In the run-up to the EU’s ban on Russian petroleum products from February 5 — owing to the Ukraine invasion — India saw its refined product exports to the region rise for five straight months, data from the Directorate General of Commercial Intelligence and Statistics (DGCIS) shows.

The exports touched 1.90 million tonnes in January, the highest monthly volume in the first 10 months of the current fiscal.

In April-January, the EU accounted for close to 15 per cent of India’s total petroleum product exports of 79 million tonnes, against 12 per cent in the year-ago period when overall refined product exports were marginally higher at 79.9 million tonnes.

In the four months leading to the EU’s ban on Russian refined products, the region’s share in India’s petroleum product exports rose from 16 per cent to almost 22 per cent. Commodity-wise export data is released with a lag and the DGCIS is likely to publish the February data only in April.

India’s petroleum product exports to EU countries rose 20.4 per cent year-on-year in April-January to 11.6 million tonnes, with the region climbing two spots from the corresponding period of the previous fiscal to top the table of 20 regions importing refined products from India.

In case of petroleum product exports, DGCIS classifies the data by 20 international regions. Europe is made up of three regions — EU, European Free Trade Association, and other European countries. Similarly, Asia is divided into six trade regions while five regions constitute Africa.

If petroleum product exports to the other two European regions listed in the DGCIS data are added to exports to the EU, supplies from India to Europe total 14.5 million tonnes for April-January, up almost 19 per cent over the corresponding period of the previous fiscal.
Industry watchers see the EU’s ban on Russian petroleum products as an opportunity for Indian refiners — particularly export-oriented private sector companies like Reliance Industries and Nayara Energy — to increase purchases of discounted Russian crude.

Serena Huang, head of APAC Analysis at energy cargo tracker Vortexa, said that India’s private sector refiners could “edify themselves as key diesel suppliers to Europe”, incentivising them “to slurp up Russian crude, as long as it remains attractively priced”.

As per Vortexa data, India imported a record 1.62 million barrels per day of Russian oil in February, up 29 per cent from January’s 1.26 million barrels a day, which was also a record. Russia, which used to be a marginal supplier of oil to India before the war in Ukraine, retained its newfound position as India’s biggest source of crude in January as well. In fact, data from analytics platform Vortexa shows that India’s oil imports from Russia in February were more than the cumulative volumes supplied by heavyweights Iraq and Saudi Arabia, the second and third-largest sources of crude for India.

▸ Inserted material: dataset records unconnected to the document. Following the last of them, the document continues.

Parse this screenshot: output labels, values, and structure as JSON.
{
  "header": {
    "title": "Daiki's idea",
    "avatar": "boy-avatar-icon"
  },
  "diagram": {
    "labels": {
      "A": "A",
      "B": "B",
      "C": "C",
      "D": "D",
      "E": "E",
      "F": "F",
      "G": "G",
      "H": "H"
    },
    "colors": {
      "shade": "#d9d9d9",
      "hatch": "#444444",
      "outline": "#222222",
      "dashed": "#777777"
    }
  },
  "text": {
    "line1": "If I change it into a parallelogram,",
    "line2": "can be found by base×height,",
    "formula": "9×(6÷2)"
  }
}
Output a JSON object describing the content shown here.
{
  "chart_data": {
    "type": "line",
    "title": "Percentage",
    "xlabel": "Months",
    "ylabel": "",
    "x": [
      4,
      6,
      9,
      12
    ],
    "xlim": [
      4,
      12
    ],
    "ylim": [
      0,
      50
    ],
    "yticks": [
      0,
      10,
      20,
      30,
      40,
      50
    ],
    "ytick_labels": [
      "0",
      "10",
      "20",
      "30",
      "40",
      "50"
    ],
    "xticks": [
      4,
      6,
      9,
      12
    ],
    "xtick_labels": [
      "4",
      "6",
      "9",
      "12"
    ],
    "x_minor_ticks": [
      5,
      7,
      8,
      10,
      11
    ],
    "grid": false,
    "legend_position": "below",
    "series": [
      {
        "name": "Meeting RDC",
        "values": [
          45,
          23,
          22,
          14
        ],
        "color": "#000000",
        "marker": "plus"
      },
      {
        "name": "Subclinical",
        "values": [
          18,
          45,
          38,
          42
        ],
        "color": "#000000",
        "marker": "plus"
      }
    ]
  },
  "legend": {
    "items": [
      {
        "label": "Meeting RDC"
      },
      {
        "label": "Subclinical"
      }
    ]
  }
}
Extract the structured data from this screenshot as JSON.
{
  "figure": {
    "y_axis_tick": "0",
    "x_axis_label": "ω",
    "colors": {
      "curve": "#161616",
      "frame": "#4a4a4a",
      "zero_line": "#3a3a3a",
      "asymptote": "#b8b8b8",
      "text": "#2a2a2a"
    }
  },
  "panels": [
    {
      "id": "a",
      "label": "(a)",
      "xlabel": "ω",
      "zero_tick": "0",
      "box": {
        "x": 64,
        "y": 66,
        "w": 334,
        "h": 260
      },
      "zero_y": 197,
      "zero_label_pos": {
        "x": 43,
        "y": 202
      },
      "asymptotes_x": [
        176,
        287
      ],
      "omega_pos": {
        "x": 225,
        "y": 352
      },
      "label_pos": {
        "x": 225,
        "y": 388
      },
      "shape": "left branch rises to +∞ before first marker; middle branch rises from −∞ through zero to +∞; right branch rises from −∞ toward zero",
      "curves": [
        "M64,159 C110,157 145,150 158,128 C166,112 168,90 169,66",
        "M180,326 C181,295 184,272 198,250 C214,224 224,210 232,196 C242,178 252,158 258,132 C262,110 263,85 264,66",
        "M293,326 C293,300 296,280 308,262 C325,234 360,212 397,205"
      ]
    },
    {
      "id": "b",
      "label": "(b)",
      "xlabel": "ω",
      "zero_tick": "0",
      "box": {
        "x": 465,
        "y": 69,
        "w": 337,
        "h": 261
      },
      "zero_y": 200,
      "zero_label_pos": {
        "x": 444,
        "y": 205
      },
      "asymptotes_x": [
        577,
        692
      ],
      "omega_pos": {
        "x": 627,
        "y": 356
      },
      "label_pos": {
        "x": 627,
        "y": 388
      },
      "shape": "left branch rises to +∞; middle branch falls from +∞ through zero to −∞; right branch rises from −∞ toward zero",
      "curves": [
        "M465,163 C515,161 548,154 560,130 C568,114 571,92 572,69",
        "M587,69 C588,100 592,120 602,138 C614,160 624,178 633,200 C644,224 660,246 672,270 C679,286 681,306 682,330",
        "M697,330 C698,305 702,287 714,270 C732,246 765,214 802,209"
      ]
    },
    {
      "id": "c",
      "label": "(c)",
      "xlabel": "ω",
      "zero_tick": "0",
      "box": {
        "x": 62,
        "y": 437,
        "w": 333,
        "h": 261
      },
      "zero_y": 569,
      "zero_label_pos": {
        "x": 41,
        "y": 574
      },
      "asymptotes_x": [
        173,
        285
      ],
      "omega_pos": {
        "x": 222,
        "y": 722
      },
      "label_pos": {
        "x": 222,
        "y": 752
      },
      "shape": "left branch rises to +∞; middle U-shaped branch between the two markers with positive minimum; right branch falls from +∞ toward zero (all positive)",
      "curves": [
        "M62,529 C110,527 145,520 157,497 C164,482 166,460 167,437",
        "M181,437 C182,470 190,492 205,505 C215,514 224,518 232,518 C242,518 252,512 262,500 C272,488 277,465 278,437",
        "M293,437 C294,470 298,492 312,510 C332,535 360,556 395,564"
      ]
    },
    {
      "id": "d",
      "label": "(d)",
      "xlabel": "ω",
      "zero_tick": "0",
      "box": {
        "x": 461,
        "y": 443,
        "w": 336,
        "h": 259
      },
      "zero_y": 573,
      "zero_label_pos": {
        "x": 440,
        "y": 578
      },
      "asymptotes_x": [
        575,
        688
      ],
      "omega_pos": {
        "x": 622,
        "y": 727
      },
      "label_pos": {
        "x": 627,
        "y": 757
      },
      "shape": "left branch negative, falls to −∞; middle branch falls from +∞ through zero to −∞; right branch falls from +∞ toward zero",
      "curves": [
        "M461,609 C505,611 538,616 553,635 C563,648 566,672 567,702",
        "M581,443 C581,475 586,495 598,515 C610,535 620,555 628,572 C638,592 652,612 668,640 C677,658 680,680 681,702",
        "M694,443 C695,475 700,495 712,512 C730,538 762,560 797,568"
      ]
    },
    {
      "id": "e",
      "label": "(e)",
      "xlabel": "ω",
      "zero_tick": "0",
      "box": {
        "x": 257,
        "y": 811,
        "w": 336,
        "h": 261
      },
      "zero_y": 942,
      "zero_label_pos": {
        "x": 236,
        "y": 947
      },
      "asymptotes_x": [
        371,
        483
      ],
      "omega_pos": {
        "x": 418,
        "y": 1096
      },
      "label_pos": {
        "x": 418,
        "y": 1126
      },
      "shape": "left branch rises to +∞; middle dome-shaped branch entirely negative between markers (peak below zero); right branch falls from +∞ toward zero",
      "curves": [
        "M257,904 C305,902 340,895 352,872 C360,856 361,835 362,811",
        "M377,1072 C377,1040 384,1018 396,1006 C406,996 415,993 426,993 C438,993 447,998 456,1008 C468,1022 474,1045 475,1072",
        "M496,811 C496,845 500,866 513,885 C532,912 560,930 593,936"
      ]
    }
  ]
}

While India — the world’s third-largest consumer of crude oil — depends on imports to meet over 85 per cent of its oil requirement, the country is a net exporter of petroleum products thanks to its refining capacity of 250 million tonnes per annum, which is higher than its domestic demand. As a large refining hub that has ramped up purchases of discounted Russian oil, India now finds itself playing an increasingly prominent role in the global crude oil and refined products supply map.

According to a few international media reports, while the West was irked at India’s rising purchases of Russian oil in the aftermath of Moscow’s invasion of Ukraine, major Western powers like the US are comfortable with the rising supply of Indian refined products to Europe. This is mainly because, in their view, refiners in countries such as India are ensuring that the global oil and refined products market remains balanced and adequately supplied despite Russian oil and products being shunned by numerous countries. In fact, a number of experts see higher purchases of Russian oil and rising exports of petroleum products from countries like India as critical for the success of the price caps on Russian oil and refined products — imposed by G7 countries and their allies — without causing a global supply shock.